Re: [RFC PATCH v2 1/2] sched/fair: Introduce UTIL_FITS_CAPACITY feature (v2)

From: Chen Yu
Date: Wed Oct 25 2023 - 03:46:08 EST


On 2023-10-24 at 17:03:25 +0200, Dietmar Eggemann wrote:
> On 24/10/2023 08:10, Chen Yu wrote:
> > On 2023-10-23 at 11:04:49 -0400, Mathieu Desnoyers wrote:
> >> On 2023-10-23 10:11, Dietmar Eggemann wrote:
> >>> On 19/10/2023 18:05, Mathieu Desnoyers wrote:
>
> [...]
>
> >>> Or like find_energy_efficient_cpu() (feec(), used in
> >>> Energy-Aware-Scheduling (EAS)) which uses cpu_util(cpu, p, cpu, 0) to get:
> >>>
> >>> max(util_avg(CPU + p), util_est(CPU + p))
> >>
> >> I've tried using cpu_util(), but unfortunately anything that considers
> >> blocked/sleeping tasks in its utilization total does not work for my
> >> use-case.
> >>
> >> From cpu_util():
> >>
> >> * CPU utilization is the sum of running time of runnable tasks plus the
> >> * recent utilization of currently non-runnable tasks on that CPU.
> >>
> >
> > I thought cpu_util() indicates the utilization decay sum of task that was once
> > "running" on this CPU, but will not sum up the "util/load" of the blocked/sleeping
> > task?
>
> cpu_util() here refers to:
>
> cpu_util(int cpu, struct task_struct *p, int dst_cpu, int boost)
>
> which when called with (cpu, p, cpu, 0) and task_cpu(p) != cpu returns:
>
> max(util_avg(CPU + p), util_est(CPU + p))
>
> The term `CPU utilization` in cpu_util()'s header stands for
> cfs_rq->avg.util_avg.
>
> It does not sum up the utilization of blocked tasks but it can contain
> it. They have to be a blocked tasks and not tasks which were running in
> cfs_rq since we subtract utilization of tasks which are migrating away
> from the cfs_rq (cfs_rq->removed.util_avg in remove_entity_load_avg()
> and update_cfs_rq_load_avg()).

Thanks for this description in detail, Dietmar. Yes, I just realized that,
if the blocked tasks once ran on this cfs_rq and not being migrated away,
the cfs_rq's util_avg will contain those utils.

thanks,
Chenyu

> > accumulate_sum()
> > /* only the running task's util will be sum up */
> > if (running)
> > sa->util_sum += contrib << SCHED_CAPACITY_SHIFT;
> >
> > WRITE_ONCE(sa->util_avg, sa->util_sum / divider);
>
> __update_load_avg_cfs_rq()
>
> ___update_load_sum(..., cfs_rq->curr != NULL
> ^^^^^^^^^^^^^^^^^^^^
> running
> accumulate_sum()
>
> if (periods)
> /* decay _sum */
> sa->util_sum = decay_load(sa->util_sum, ...)
>
> if (load)
> /* decay and accrue _sum */
> contrib = __accumulate_pelt_segments(...)
>
> When crossing periods we decay the old _sum and when additionally load
> != 0 we decay and accrue the new _sum as well.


AIM OF THE TASK: Your task is to copy each line of the material that includes "Madeira".

PROVIDED DATA Start Marker

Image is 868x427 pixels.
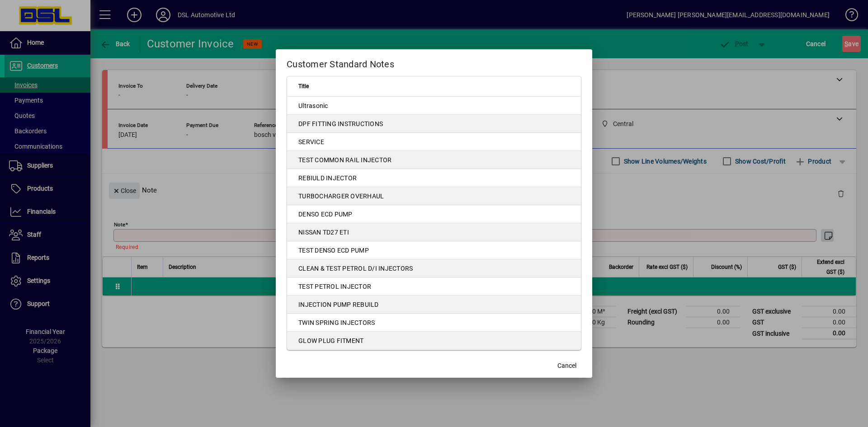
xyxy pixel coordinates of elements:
[287,313,581,331] td: TWIN SPRING INJECTORS
[287,133,581,151] td: SERVICE
[287,223,581,241] td: NISSAN TD27 ETI
[287,331,581,350] td: GLOW PLUG FITMENT
[557,361,576,370] span: Cancel
[287,295,581,313] td: INJECTION PUMP REBUILD
[287,169,581,187] td: REBIULD INJECTOR
[287,187,581,205] td: TURBOCHARGER OVERHAUL
[287,97,581,115] td: Ultrasonic
[276,49,592,76] h2: Customer Standard Notes
[287,259,581,278] td: CLEAN & TEST PETROL D/I INJECTORS
[287,115,581,133] td: DPF FITTING INSTRUCTIONS
[287,241,581,259] td: TEST DENSO ECD PUMP
[287,151,581,169] td: TEST COMMON RAIL INJECTOR
[298,81,309,91] span: Title
[287,278,581,295] td: TEST PETROL INJECTOR
[287,205,581,223] td: DENSO ECD PUMP
[552,358,581,374] button: Cancel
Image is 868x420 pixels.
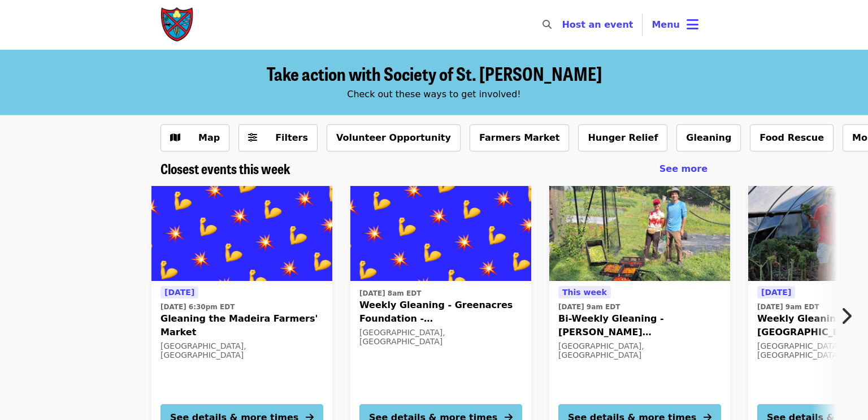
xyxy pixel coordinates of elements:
div: [GEOGRAPHIC_DATA], [GEOGRAPHIC_DATA] [161,341,324,361]
i: map icon [170,133,180,143]
button: Filters (0 selected) [239,125,317,151]
button: Farmers Market [469,125,569,151]
img: Gleaning the Madeira Farmers' Market organized by Society of St. Andrew [151,186,332,281]
i: search icon [543,19,552,30]
span: [DATE] [761,287,791,297]
a: Closest events this week [161,161,291,177]
time: [DATE] 9am EDT [558,302,620,312]
a: Host an event [561,19,633,30]
i: sliders-h icon [248,133,257,143]
img: Society of St. Andrew - Home [161,7,194,43]
span: Take action with Society of St. [PERSON_NAME] [267,60,602,87]
span: Filters [275,133,308,143]
button: Hunger Relief [578,125,667,151]
input: Search [558,11,567,38]
img: Bi-Weekly Gleaning - Gorman Heritage Farm - Evendale organized by Society of St. Andrew [549,186,730,281]
span: See more [659,164,707,174]
div: [GEOGRAPHIC_DATA], [GEOGRAPHIC_DATA] [558,341,721,361]
span: This week [562,287,606,297]
button: Show map view [161,125,229,151]
div: [GEOGRAPHIC_DATA], [GEOGRAPHIC_DATA] [359,328,522,347]
i: chevron-right icon [840,305,851,326]
i: bars icon [687,17,698,33]
time: [DATE] 9am EDT [757,302,819,312]
div: Check out these ways to get involved! [161,88,707,101]
button: Volunteer Opportunity [326,125,461,151]
span: Map [198,133,220,143]
span: Closest events this week [161,158,291,178]
a: See more [659,162,707,176]
span: Bi-Weekly Gleaning - [PERSON_NAME][GEOGRAPHIC_DATA] - [GEOGRAPHIC_DATA] [558,312,721,339]
img: Weekly Gleaning - Greenacres Foundation - Indian Hill organized by Society of St. Andrew [350,186,531,281]
time: [DATE] 8am EDT [359,288,421,298]
button: Toggle account menu [643,11,707,38]
time: [DATE] 6:30pm EDT [161,302,234,312]
span: Weekly Gleaning - Greenacres Foundation - [GEOGRAPHIC_DATA] [359,298,522,325]
button: Food Rescue [750,125,834,151]
div: Closest events this week [151,161,716,177]
span: [DATE] [164,287,194,297]
span: Gleaning the Madeira Farmers' Market [161,312,324,339]
button: Gleaning [676,125,741,151]
span: Menu [651,19,680,30]
button: Next item [830,300,868,332]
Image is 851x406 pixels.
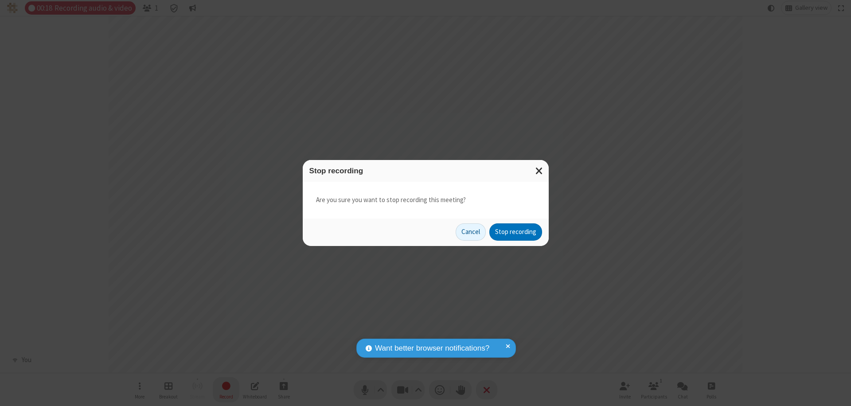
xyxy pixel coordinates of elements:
button: Stop recording [489,223,542,241]
button: Close modal [530,160,549,182]
h3: Stop recording [309,167,542,175]
button: Cancel [456,223,486,241]
span: Want better browser notifications? [375,343,489,354]
div: Are you sure you want to stop recording this meeting? [303,182,549,219]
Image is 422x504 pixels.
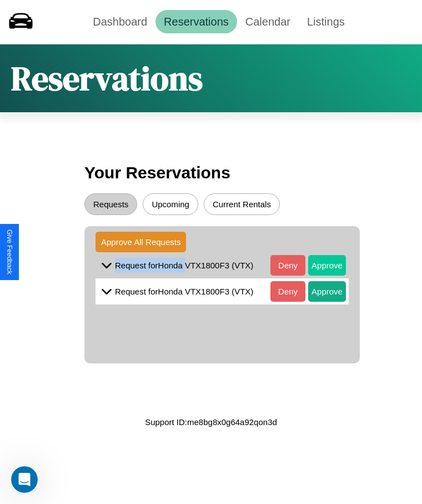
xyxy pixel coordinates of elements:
div: Give Feedback [5,230,13,274]
button: Approve All Requests [95,232,186,252]
a: Dashboard [84,10,156,34]
h3: Your Reservations [84,158,338,188]
a: Listings [299,10,353,34]
h1: Reservations [11,56,203,101]
a: Calendar [237,10,299,34]
iframe: Intercom live chat [11,466,38,493]
button: Upcoming [142,193,198,215]
p: Request for Honda VTX1800F3 (VTX) [115,258,253,273]
button: Deny [271,255,306,276]
a: Reservations [156,10,237,34]
p: Support ID: me8bg8x0g64a92qon3d [145,414,277,429]
button: Current Rentals [203,193,280,215]
p: Request for Honda VTX1800F3 (VTX) [115,284,253,299]
button: Deny [271,281,306,302]
button: Approve [308,255,346,276]
button: Requests [84,193,137,215]
button: Approve [308,281,346,302]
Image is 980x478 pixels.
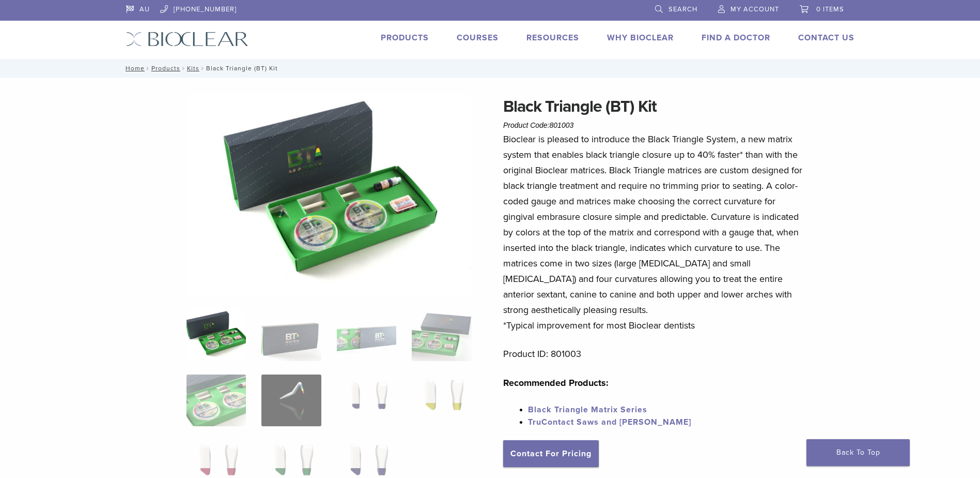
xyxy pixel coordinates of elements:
img: Black Triangle (BT) Kit - Image 7 [337,375,396,426]
a: Products [151,64,180,72]
span: / [200,65,206,71]
span: 801003 [550,121,574,129]
p: Bioclear is pleased to introduce the Black Triangle System, a new matrix system that enables blac... [503,131,807,333]
span: Search [668,5,697,14]
span: / [180,65,187,71]
a: Find A Doctor [701,32,771,43]
h1: Black Triangle (BT) Kit [503,94,807,119]
span: 0 items [817,5,844,14]
img: Black Triangle (BT) Kit - Image 3 [337,310,396,361]
nav: Black Triangle (BT) Kit [118,59,862,77]
p: Product ID: 801003 [503,346,807,361]
img: Black Triangle (BT) Kit - Image 4 [411,310,471,361]
a: Home [122,64,145,72]
img: Black Triangle (BT) Kit - Image 6 [262,375,320,426]
a: Contact For Pricing [503,440,599,467]
a: Back To Top [807,439,910,466]
a: Black Triangle Matrix Series [528,405,647,415]
a: Why Bioclear [607,32,674,43]
img: Bioclear [126,31,249,47]
span: Product Code: [503,121,573,129]
img: Intro Black Triangle Kit-6 - Copy [187,94,472,296]
a: TruContact Saws and [PERSON_NAME] [528,417,691,427]
span: My Account [730,5,779,14]
a: Products [381,32,429,43]
a: Contact Us [798,32,854,43]
span: / [145,65,151,71]
strong: Recommended Products: [503,377,609,389]
a: Courses [457,32,498,43]
a: Kits [187,64,200,72]
a: Resources [527,32,579,43]
img: Black Triangle (BT) Kit - Image 2 [262,310,320,361]
img: Black Triangle (BT) Kit - Image 5 [187,375,246,426]
img: Black Triangle (BT) Kit - Image 8 [411,375,471,426]
img: Intro-Black-Triangle-Kit-6-Copy-e1548792917662-324x324.jpg [187,310,246,361]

PROVIDED DATA End Marker

OUTPUT BELOW:
img: Gleaning the Madeira Farmers' Market organized by Society of St. Andrew [151,186,332,281]
span: Gleaning the Madeira Farmers' Market [161,312,324,339]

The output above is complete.